The Old Days at Cotton Hollow

Cotton Hollow Echoes (Roaring Brook at Cotton Hollow Preserve, Glastonbury, Connecticut)
“Cotton Hollow Echoes”
Roaring Brook at Cotton Hollow Preserve, Glastonbury, Connecticut
© 2015 J. G. Coleman

“Cotton Hollow Echoes”, one of my new pieces released this week, brings us to the shady depths of Glastonbury’s Cotton Hollow, where spirited cascades along Roaring Brook serenade the haunting, overgrown edifice of a long-abandoned mill.

There was a time when this stretch of Roaring Brook was the epicenter of South Glastonbury’s industrial might. From the 1700s onward, the river was lined with mills and factories that dammed the river, harnessing its strength to animate machinery. Cotton Hollow saw the production of everything from gun powder to boat anchors to its eponymous cotton textiles.

The Brook Remembers (Roaring Brook at Cotton Hollow Preserve, Glastonbury, Connecticut)
“The Brook Remembers”
Roaring Brook at Cotton Hollow Preserve, Glastonbury, Connecticut
© 2015 J. G. Coleman

But times change; so does technology.
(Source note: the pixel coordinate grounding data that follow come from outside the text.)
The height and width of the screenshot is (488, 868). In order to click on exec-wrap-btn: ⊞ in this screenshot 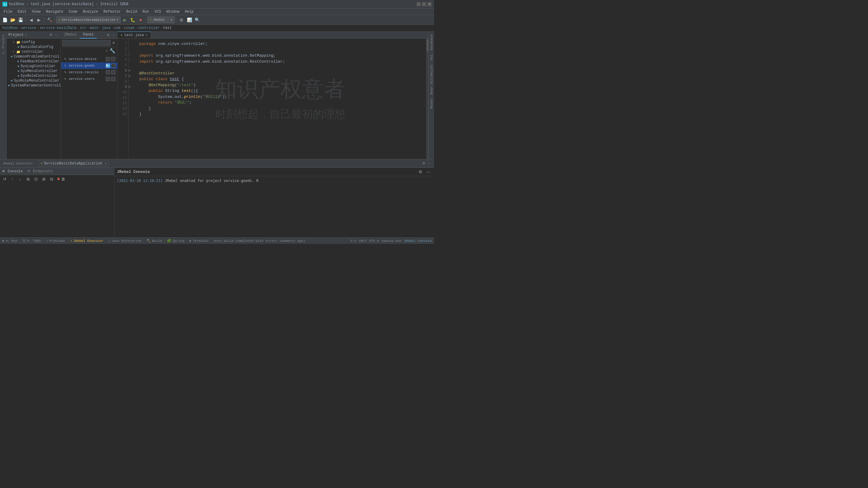, I will do `click(28, 179)`.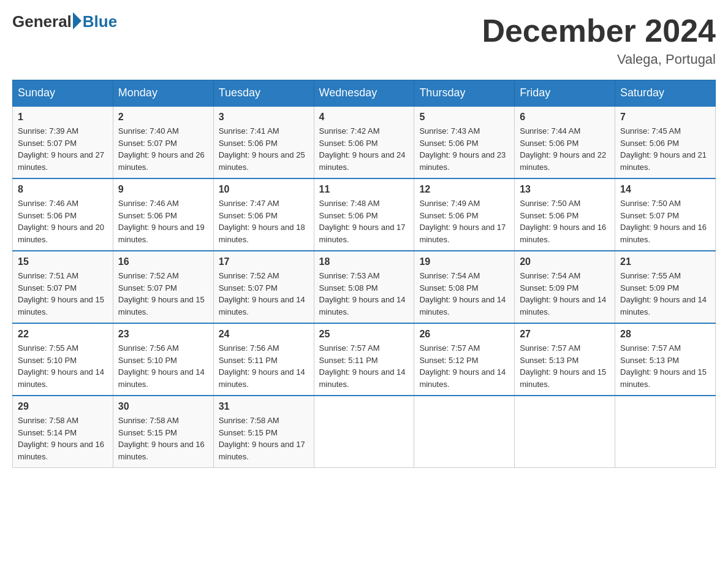  What do you see at coordinates (464, 190) in the screenshot?
I see `day-number: 12` at bounding box center [464, 190].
Once modern electrical grids eliminated the need for industry to be tethered to rivers, the crowded mills along Roaring Brook were slowly silenced. Boulder dams were eventually toppled. Woodlands eagerly reclaimed the river. Today, a quiet nature preserve occupies the very riverbanks where throngs of mill workers once labored amidst a cacophony of frantic machinery.